Central 1 Chief Economist Sees Slowing Growth, Persistent Uncertainty Ahead for BC and Canada

Kelly McCloskey, Editor
Tree Frog Forestry News
April 9, 2026
Category: Special Feature
Region: Canada, Canada West

Bryan Yu, AVP and Chief Economist at Central 1 Credit Union, opened the 2026 COFI Convention’s macroeconomic outlook session by telling delegates that Canada and BC are navigating what he described as an era of poly-crises — with a Middle East conflict, ongoing trade pressures, and structural domestic weaknesses all converging simultaneously. His assessment was cautious across virtually every major indicator, with forestry among the sectors he identified as facing both immediate and longer-term headwinds.

Yu said the Middle East conflict, now in its sixth week at the time of his address, had driven oil prices sharply higher — spot prices to $144 and Brent futures above $100 — reflecting the significance of the Strait of Hormuz as a chokepoint for roughly 20% of global oil supply. A ceasefire had briefly pushed prices down by approximately $20 in a single day, but Yu said the world is already in a different place than it was six weeks ago. Higher oil prices, he said, are here to stay in the near term and are inflationary, though he was clear this is not a hyperinflationary environment comparable to 2008-09 or the period following Russia’s 2022 invasion of Ukraine.

Layered on top of the oil shock, Yu said the tariff and trade environment with the United States has not resolved. Most Canadian goods move under CUSMA and have not faced the headline tariff rates of 25% to 35% that dominated discussion earlier in the year — Canada’s effective average tariff rate sits at approximately 3% — but the underlying uncertainty persists and continues to limit business investment and consumer spending. He said exports in the early part of 2026 are down approximately 20% year-over-year across multiple sectors, and that the upcoming CUSMA review is weighing on business conditions. Yu said Central 1 has very little confidence that the US will agree to a long-term renewal of the agreement, and that businesses should expect an environment where the agreement is reviewed annually, limiting the investment certainty companies need to commit capital.

On the broader Canadian economy, Yu said growth last year came in at approximately 1.6% and the outlook for 2026 is around 1.3% or potentially lower. He cited two months of job losses totalling roughly 100,000 positions nationally, with unemployment sitting around 6.5%. He said Canada has underinvested in capital and manufacturing for over a decade, pivoting too heavily toward housing and consumer spending as growth drivers — a structural weakness that predates the current trade pressures. He also flagged population as a material drag going forward. After several years of sharp growth driven by temporary resident inflows, Canada’s population is expected to contract — Central 1’s base case projects negative growth of between 0.2% and 1% annually for the next two years — with BC particularly exposed given that its temporary resident share of population, at around 8%, is well above the federal government’s 5% target.

On BC specifically, Yu noted the province had been one of Canada’s strongest performers through 2023, growing at 2.5% to 3% annually. That period, he said, is over. Growth came in at approximately 1.3% last year and the forecast is likely to be revised downward. Employment fell by approximately 20,000 in February alone. He said BC will feel the population decline more acutely than most provinces, with knock-on effects for consumer spending and housing demand.

On forestry, Yu noted that BC’s exposure to US tariffs is somewhat different from other provinces, given that approximately 50% of BC forest products are shipped to Asia-Pacific markets rather than the US. However, he said the sector is being hit hard by the combination of softwood lumber dumping duties, additional tariffs, and fibre supply constraints — pressures he said had the sector on a downward trajectory well before the current trade environment intensified. He noted that forestry’s direct contribution to BC’s economy has declined from roughly 3.5% about two decades ago to between 1.5% and 2% today, and that he does not see significant upside for the sector in the near term.

On housing, Yu described a bifurcated national market, with record prices still emerging in Alberta and the Prairies while BC and Ontario are experiencing declining sales and prices driven by affordability challenges and economic uncertainty. He said BC housing starts are likely to fall approximately 20% from current levels over the next year, with over 5,000 unabsorbed new condos sitting unsold in Vancouver alone and vacancy rates in the city running above 4%. He said the BC and Ontario markets are likely to begin recovering in the back half of 2026, but described it as a slow grind. Nationally, he said, starts have been running at roughly 250,000 to 260,000 annually — a historically decent number — but he expects that trend to ease as BC and Ontario weigh on the national figure.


ASSIGNMENT
Write out every entry exactly as given, but omit the pictures.

-- DATA SUPPLIED follows --

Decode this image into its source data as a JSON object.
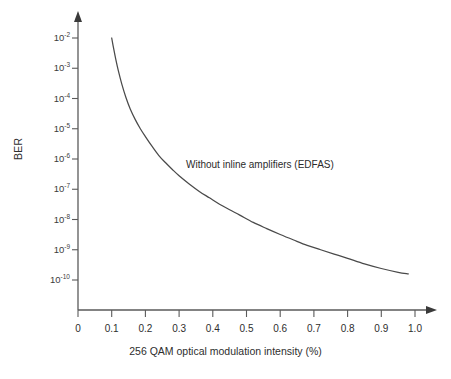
{
  "chart_data": {
    "type": "line",
    "title": "",
    "subtitle": "",
    "xlabel": "256 QAM optical modulation intensity (%)",
    "ylabel": "BER",
    "yscale": "log",
    "xscale": "linear",
    "xlim": [
      0,
      1.0
    ],
    "ylim": [
      1e-10,
      0.01
    ],
    "grid": false,
    "legend": null,
    "legend_position": "none",
    "annotations": [
      {
        "text": "Without inline amplifiers (EDFAS)",
        "x": 0.41,
        "y": 3.2e-07
      }
    ],
    "xticks": [
      0,
      0.1,
      0.2,
      0.3,
      0.4,
      0.5,
      0.6,
      0.7,
      0.8,
      0.9,
      1.0
    ],
    "xticklabels": [
      "0",
      "0.1",
      "0.2",
      "0.3",
      "0.4",
      "0.5",
      "0.6",
      "0.7",
      "0.8",
      "0.9",
      "1.0"
    ],
    "yticks": [
      0.01,
      0.001,
      0.0001,
      1e-05,
      1e-06,
      1e-07,
      1e-08,
      1e-09,
      1e-10
    ],
    "ytickbases": [
      "10",
      "10",
      "10",
      "10",
      "10",
      "10",
      "10",
      "10",
      "10"
    ],
    "ytickexponents": [
      "-2",
      "-3",
      "-4",
      "-5",
      "-6",
      "-7",
      "-8",
      "-9",
      "-10"
    ],
    "series": [
      {
        "name": "Without inline amplifiers (EDFAS)",
        "x": [
          0.1,
          0.105,
          0.112,
          0.12,
          0.13,
          0.142,
          0.155,
          0.17,
          0.185,
          0.2,
          0.22,
          0.24,
          0.26,
          0.28,
          0.3,
          0.33,
          0.36,
          0.39,
          0.42,
          0.45,
          0.48,
          0.52,
          0.56,
          0.6,
          0.64,
          0.68,
          0.72,
          0.76,
          0.8,
          0.85,
          0.9,
          0.95,
          0.98
        ],
        "y": [
          0.01,
          0.005,
          0.002,
          0.0008,
          0.0003,
          0.00011,
          4.5e-05,
          2e-05,
          1e-05,
          5.5e-06,
          2.6e-06,
          1.3e-06,
          7.5e-07,
          4.5e-07,
          2.8e-07,
          1.5e-07,
          8.5e-08,
          5.2e-08,
          3.2e-08,
          2.1e-08,
          1.4e-08,
          8e-09,
          5e-09,
          3.2e-09,
          2.1e-09,
          1.4e-09,
          1e-09,
          7.2e-10,
          5.2e-10,
          3.4e-10,
          2.4e-10,
          1.8e-10,
          1.6e-10
        ]
      }
    ]
  },
  "axes": {
    "y_title": "BER",
    "x_title": "256 QAM optical modulation intensity (%)"
  },
  "annotation": {
    "label": "Without inline amplifiers (EDFAS)"
  },
  "colors": {
    "curve": "#4a4a4a",
    "axis": "#5a5a5a",
    "text": "#2e2e2e",
    "background": "#ffffff"
  }
}
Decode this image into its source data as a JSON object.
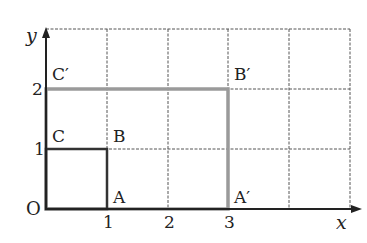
{
  "figure": {
    "type": "coordinate-grid-scaling",
    "grid": {
      "cols": 5,
      "rows": 3
    },
    "axes": {
      "x_label": "x",
      "y_label": "y",
      "origin_label": "O",
      "x_ticks": [
        "1",
        "2",
        "3"
      ],
      "y_ticks": [
        "1",
        "2"
      ]
    },
    "small_square": {
      "vertices": {
        "O": [
          0,
          0
        ],
        "A": [
          1,
          0
        ],
        "B": [
          1,
          1
        ],
        "C": [
          0,
          1
        ]
      },
      "color": "#333333"
    },
    "large_rectangle": {
      "vertices": {
        "O": [
          0,
          0
        ],
        "A'": [
          3,
          0
        ],
        "B'": [
          3,
          2
        ],
        "C'": [
          0,
          2
        ]
      },
      "color": "#9a9a9a"
    },
    "point_labels": {
      "A": "A",
      "B": "B",
      "C": "C",
      "A_prime": "A′",
      "B_prime": "B′",
      "C_prime": "C′"
    }
  }
}
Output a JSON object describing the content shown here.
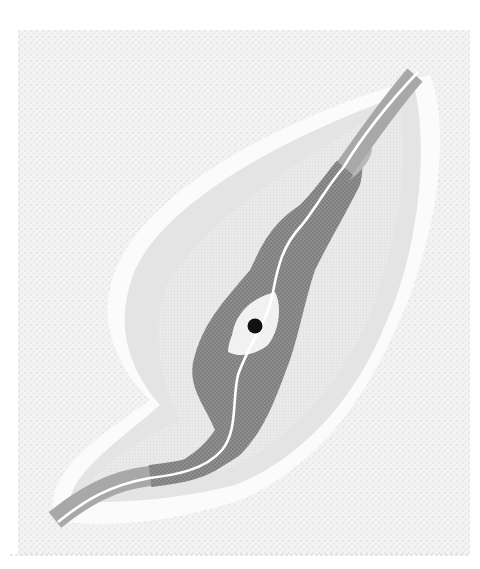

-- DATA SUPPLIED concluded --

EXERCISE RESULT
Decode this image into its source data as a JSON object.
{
  "chart_data": {
    "type": "line",
    "title": "",
    "subtitle": "",
    "xlabel": "256 QAM optical modulation intensity (%)",
    "ylabel": "BER",
    "yscale": "log",
    "xscale": "linear",
    "xlim": [
      0,
      1.0
    ],
    "ylim": [
      1e-10,
      0.01
    ],
    "grid": false,
    "legend": null,
    "legend_position": "none",
    "annotations": [
      {
        "text": "Without inline amplifiers (EDFAS)",
        "x": 0.41,
        "y": 3.2e-07
      }
    ],
    "xticks": [
      0,
      0.1,
      0.2,
      0.3,
      0.4,
      0.5,
      0.6,
      0.7,
      0.8,
      0.9,
      1.0
    ],
    "xticklabels": [
      "0",
      "0.1",
      "0.2",
      "0.3",
      "0.4",
      "0.5",
      "0.6",
      "0.7",
      "0.8",
      "0.9",
      "1.0"
    ],
    "yticks": [
      0.01,
      0.001,
      0.0001,
      1e-05,
      1e-06,
      1e-07,
      1e-08,
      1e-09,
      1e-10
    ],
    "ytickbases": [
      "10",
      "10",
      "10",
      "10",
      "10",
      "10",
      "10",
      "10",
      "10"
    ],
    "ytickexponents": [
      "-2",
      "-3",
      "-4",
      "-5",
      "-6",
      "-7",
      "-8",
      "-9",
      "-10"
    ],
    "series": [
      {
        "name": "Without inline amplifiers (EDFAS)",
        "x": [
          0.1,
          0.105,
          0.112,
          0.12,
          0.13,
          0.142,
          0.155,
          0.17,
          0.185,
          0.2,
          0.22,
          0.24,
          0.26,
          0.28,
          0.3,
          0.33,
          0.36,
          0.39,
          0.42,
          0.45,
          0.48,
          0.52,
          0.56,
          0.6,
          0.64,
          0.68,
          0.72,
          0.76,
          0.8,
          0.85,
          0.9,
          0.95,
          0.98
        ],
        "y": [
          0.01,
          0.005,
          0.002,
          0.0008,
          0.0003,
          0.00011,
          4.5e-05,
          2e-05,
          1e-05,
          5.5e-06,
          2.6e-06,
          1.3e-06,
          7.5e-07,
          4.5e-07,
          2.8e-07,
          1.5e-07,
          8.5e-08,
          5.2e-08,
          3.2e-08,
          2.1e-08,
          1.4e-08,
          8e-09,
          5e-09,
          3.2e-09,
          2.1e-09,
          1.4e-09,
          1e-09,
          7.2e-10,
          5.2e-10,
          3.4e-10,
          2.4e-10,
          1.8e-10,
          1.6e-10
        ]
      }
    ]
  },
  "axes": {
    "y_title": "BER",
    "x_title": "256 QAM optical modulation intensity (%)"
  },
  "annotation": {
    "label": "Without inline amplifiers (EDFAS)"
  },
  "colors": {
    "curve": "#4a4a4a",
    "axis": "#5a5a5a",
    "text": "#2e2e2e",
    "background": "#ffffff"
  }
}
Decode this image into its source data as a JSON object.
{
  "figure": {
    "type": "coordinate-grid-scaling",
    "grid": {
      "cols": 5,
      "rows": 3
    },
    "axes": {
      "x_label": "x",
      "y_label": "y",
      "origin_label": "O",
      "x_ticks": [
        "1",
        "2",
        "3"
      ],
      "y_ticks": [
        "1",
        "2"
      ]
    },
    "small_square": {
      "vertices": {
        "O": [
          0,
          0
        ],
        "A": [
          1,
          0
        ],
        "B": [
          1,
          1
        ],
        "C": [
          0,
          1
        ]
      },
      "color": "#333333"
    },
    "large_rectangle": {
      "vertices": {
        "O": [
          0,
          0
        ],
        "A'": [
          3,
          0
        ],
        "B'": [
          3,
          2
        ],
        "C'": [
          0,
          2
        ]
      },
      "color": "#9a9a9a"
    },
    "point_labels": {
      "A": "A",
      "B": "B",
      "C": "C",
      "A_prime": "A′",
      "B_prime": "B′",
      "C_prime": "C′"
    }
  }
}
Output a JSON object describing the content shown here.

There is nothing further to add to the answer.